R 2:00 - 4:45p
In English / 4 credits
Taught by Anselm Haverkamp, Eberhard Berent Goethe Professor Spring 2024
Political criticism (in the general sense of the word ‘political’) is no recent invention, it is the oldest mode of literary application, which limits the reach of literature from the start (Plato’s Politeia). In the Structural Transformation of the Literary Sphere that occurred after the 18 th century (Habermas’s title), literature’s ways of representation came to include critique, and criticism aesthetic critique. The exemplary scene for this turn is Goethe’s Wilhelm Meister’s involvement with Shakespeare’s Hamlet. The philosopher Hegel’s Phenomenology of Spirit made world historical sense of this primal scene of a literary critique. In a close reading of Shakespeare’s plays, which is unrivaled and little recognized in its depth up to now, Hegel traced and marked in Shakespeare’s theater the threshold of the modern world in its critical emergence.

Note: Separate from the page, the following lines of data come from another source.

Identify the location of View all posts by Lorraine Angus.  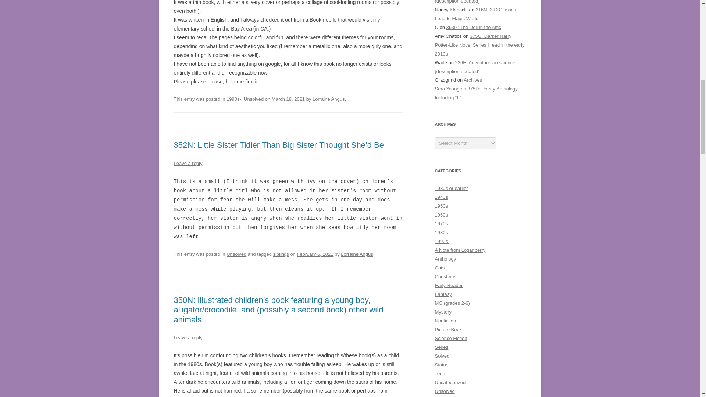
(357, 254).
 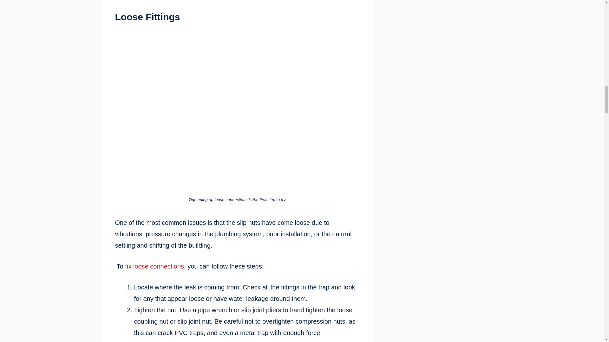 What do you see at coordinates (154, 267) in the screenshot?
I see `fix loose connections` at bounding box center [154, 267].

The seminar shall elaborate the theoretical approach of Hegel’s critical method as the model of a ‘new’ criticism as a new historicism and discuss some consequences for the theater performance after Shakespeare and the novel after Goethe.
Literature / Texts
Goethe, Wilhelm Meisters Lehrjahre = Wilhelm Meister’s Apprenticeship, tr. Eric A. Blackall, chap. 4-5.
Hegel, Phänomenologie des Geistes = Phenomenology of Spirit, tr. V.A. Miller (Oxford UP) /or T. Pinkard (Cambridge UP).
Shakespeare, Hamlet, ed. Jenkins (Arden, 2 nd Series).
Shakespeare, Othello, ed. Honigmann (Arden, 3 rd Series).
Comprehensive Shakespeare editons recommended: Riverside, Norton, Oxford.
Secondary Literature:
Margreta de Gratia, Hamlet without Hamlet (Cambridge UP).
William Empson, Essays on Shakespeare, ed. David B. Pirie (Cambridge UP).
Stanley Cavell, Disowning Knowledge in 7 Plays of Shakespeare (Cambridge UP).
Anselm Haverkamp, Shakespearean Genealogies of Power (Routledge).
Jürgen Habermas, Structural Transformation of the Public Sphere (Cambridge UP).
Also recommended:
Margreta de Grazia, Shakespeare verbatim (Oxford UP).
Stephen Greenblatt, Shakespearean Negotiations (Chicago UP).
Christoph Menke, Tragic Play (Columbia UP).
Peter Brook, The Empty Space (Simon & Schuster).
Kathrin Pahl, Tropes of Transport: Hegel and Emotion (Northwestern UP).
David Wellbery, The Specular Moment: Goethe’s Early Lyric (Stanford UP).
Additional shorter material shall be available in class.